The test isn’t one you take with pen and paper, and it’s not one for which you can study. But, if you want to work on the bridge, you must be able to climb it. From the roadway to the highest point, it’s 110 feet. Bridge Superintendent Herman Smith said not every applicant passes.

“This one guy was able to climb to the top and walk up there with no problem,” Smith said. “But where you go over the bars, over the side, that’s where he froze.”

Smith said he understands. He’s taken the same test and climbs the bridge frequently. Although he’s never frozen, he admits he does get scared.

“It bothers me, but it’s just something you do,” Smith said.

Workers not only have to climb to the top of the bridge, they occasionally must climb down, 85 feet, inside the bridge’s piers. Inside, signatures of past bridge workers decorate the concrete walls.

Margaret Simmons has never climbed, up or down, the old bridge, but she does know a thing or two about it. Her stepfather, Melvin O. Walker, helped build the bridge that opened in 1930.

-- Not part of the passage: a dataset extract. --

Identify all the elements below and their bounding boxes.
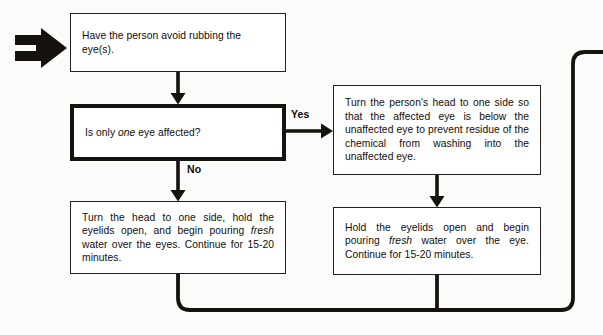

“He was an ironworker, honey,” she said. “He even worked on the Golden Gate Bridge in San Francisco.”

Simmons’ stepfather participated in the bridge’s 60th anniversary celebration in 1990. He died a year later at 81. Simmons still wears a medallion given to her stepfather at that celebration.

“He built that bridge, every stitch of it,” she said proudly.

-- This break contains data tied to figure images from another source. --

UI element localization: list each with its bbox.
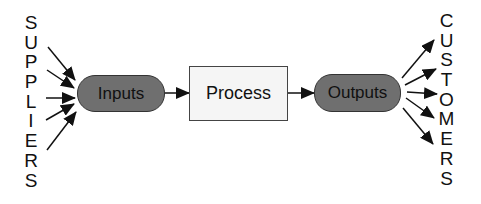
letter: E	[440, 129, 453, 149]
letter: O	[439, 90, 454, 110]
letter: M	[439, 109, 455, 129]
inputs-node: Inputs	[77, 75, 165, 112]
customer-arrow-4	[406, 98, 434, 118]
letter: S	[440, 50, 453, 70]
letter: R	[24, 151, 38, 171]
outputs-node: Outputs	[314, 74, 401, 112]
letter: U	[440, 31, 454, 51]
supplier-arrow-1	[48, 47, 75, 80]
letter: R	[440, 149, 454, 169]
letter: P	[25, 52, 38, 72]
process-node: Process	[189, 66, 288, 121]
outputs-label: Outputs	[328, 83, 388, 103]
customer-arrow-3	[407, 92, 437, 94]
letter: S	[25, 13, 38, 33]
letter: E	[25, 131, 38, 151]
suppliers-label: SUPPLIERS	[24, 13, 38, 190]
letter: S	[25, 171, 38, 191]
letter: P	[25, 72, 38, 92]
process-label: Process	[206, 83, 271, 104]
letter: I	[28, 111, 33, 131]
letter: L	[26, 92, 37, 112]
supplier-arrows	[46, 47, 76, 150]
customer-arrow-2	[405, 69, 436, 85]
customer-arrows	[402, 40, 437, 144]
letter: C	[440, 11, 454, 31]
letter: S	[440, 169, 453, 189]
letter: U	[24, 33, 38, 53]
customers-label: CUSTOMERS	[439, 11, 454, 188]
letter: T	[441, 70, 453, 90]
supplier-arrow-4	[46, 104, 74, 120]
inputs-label: Inputs	[98, 84, 144, 104]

It’s that same sense of pride that keeps Smith and his crew coming back to the bridge, day after day.

“I don’t want anything falling down or coming apart that was my responsibility,” Smith said. “I feel like, if I’m going to be here, things are going to be taken care of.”

THE SERIES

In recognition of the 75th anniversary of the opening of the U.S. 80 Bridge over the Mississippi River, The Vicksburg Post is spending a week looking at the old bridge, its operations and history. Many of the photographs accompanying the stories were taken by Post presentation editor Marty Kittrell, who took his camera 110 feet to the top of the span and 85 feet to the bottom of Pier 4, offering rarely seen views.